Somewhere between greenfield and legacy, there are groups tasked with actively changing how IT is done at their company. These teams are often driven from the top-down and own the entire application portfolio at their organizations. They’re responsible, at a portfolio level, for building new applications and also maintaining existing ones. What makes them different than just a combination of greenfield and legacy teams? They are actively looking to convert most everything over to the new platform, not just keep the old things up and running or let greenfield applications run without any constraints. They want a common, shared platform for doing everything. I think of CoreLogic as the earliest, most representative Pivotal customer here, but as you can imagine, most Pivotal Cloud Foundry customers are looking at this path to meet their goals.

These teams want a common platform and product development philosophy for all of their applications. They are, indeed, on a long, multi-year journey to move everything, new and old, to that platform. The challenges they face reflect this. First, they have to “rein in” the new application developers and have them develop on the standard platform rather than using whatever they like. Second, they have to push the legacy teams to be more aggressive in changing the architecture of legacy applications. Sometimes, they need to retire legacy applications entirely, completely rewriting them. To me, the challenges here are all about change management for the application portfolio. This is the hardest thing an IT department does. However, this bucket has the largest payoff—naturally, because it’s going after everything.

What’s Next?

As you might be thinking, most Pivotal customers are in all three buckets. My recommendation is to start with a greenfield project to just figure it all out. Because Pivotal Cloud Foundry is truly multi-cloud, you can start in our public instance Pivotal Web Services and move to your own dedicated hosting or even on-premises if you want. That is, there’s no technical reason (like having to build your own cloud) that would hold you back from starting and deploying on day one. Again, you can start with our on-demand platform today, deploy to your own single-tenant version in AWS tomorrow, and decide later when to set up and push it to an internal cloud platform. And when it comes to the actual Cloud -Native application development, we also have something to offer in the form of Pivotal Labs where we’ve been working directly with companies for many years to help transform how they do software development, literally pair programming and growing skills together, not just outsourcing coding over the wall.

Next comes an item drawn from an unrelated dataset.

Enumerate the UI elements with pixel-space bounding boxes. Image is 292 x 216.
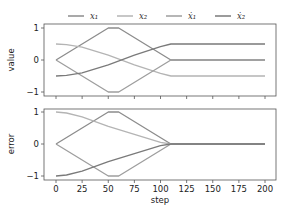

As you can see, we’ve been learning a lot over the years, especially in the past twelve months where we’ve had record growth in new customers and usage. This article, the first of a series on “the journey,” explains the goal of the journey and the three common types of customers we see. In the next few parts, I’ll spend time detailing different strategic and operational tactics for the three types of journeys, and I’ll also look at some of the higher-level technical changes that Pivotal Cloud Foundry customers are doing to be successful. At the end, I’m hoping you’ll get a sense for what it looks like to be a Cloud-Native Enterprise.

Also, rather than batch-up all this writing into a big release (sound familiar?), I wanted to get the content out as soon as possible to start getting feedback and input. It’d be great to hear how things are going for you and even the questions you don’t know answers to. Please use the comment field below! (Of course, our very own Matt Stine has a done a good job profiling many of the answers in the free book we have on migrating to cloud-native architectures, so that’s a good start in the meantime.)